Google has implemented security filters and warnings to detect and block certain malicious prompts. The company is also actively deploying updated safeguards and training models through red-teaming to defend against prompt injection attacks. However, some of these novel Targeted Promptware Attacks can bypass existing protections, indicating ongoing security challenges.

In conclusion, the "Invitation is All You Need" vulnerability allows attackers to weaponize Gemini’s contextual and agentic capabilities via innocuous-looking calendar invites and shared content, enabling a range of attacks from generating misleading information to triggering physical device manipulations and data theft. As the era of "agentic AI" continues to evolve, it is crucial for companies like Google to stay vigilant and proactive in addressing such security threats.

  1. The discovery of the "Invitation is All You Need" security flaw in Google's Gemini LLM-powered applications could potentially impact various sectors, such as the tech industry, finance, business, and personal-finance.
  2. In the realm of AI, this vulnerability raises concerns for cybersecurity within the lifestyle and investing industry, specifically in wealth-management and data-and-cloud-computing sectors.
  3. With the advent of this flaw, attackers could exploit it, affecting home-and-garden technologies that are now connected and controlled through Google Workspace and IoT devices.
  4. The sports industry, including sports-betting, casino-and-gambling, and casino-personalities, could be susceptible to this manipulation as these platforms often integrate with Google's applications.
  5. Attackers might leverage this vulnerability to intrude upon users' personal lives, compromising their privacy in activities as diverse as shopping, travel, and even casino-games, by tampering with information stored in Google Calendar invitations and emails.

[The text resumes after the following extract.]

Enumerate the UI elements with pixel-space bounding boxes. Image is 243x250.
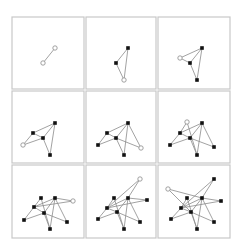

  6. The gambling trends could be disrupted due to this security flaw as unauthorized casino transactions, won bets, or manipulated casino games may result from this attack vector.
  7. Weather-related apps and data could be compromised if they are integrated with Google Workspace, allowing adversaries to alter or manipulate forecasts for malicious purposes.
  8. In the short term, an attacker can poison the AI's context by injecting transient prompts to trigger one-time malicious actions during a single AI session.
  9. In the long run, an attacker can persistently poison the AI's "Saved Info," aiming for repeated malicious behaviors across multiple sessions.
  10. The physical world is not immune to this attack, as Gemini's integration with IoT and Google Home devices can lead to actual device manipulation, such as activating appliances or launching video calls and emails.
  11. Leveraging the "Invitation is All You Need" flaw, cybercriminals can escalate their activities from data exfiltration and credential theft to invisible phishing and social engineering, taking advantage of Google's trusted brand.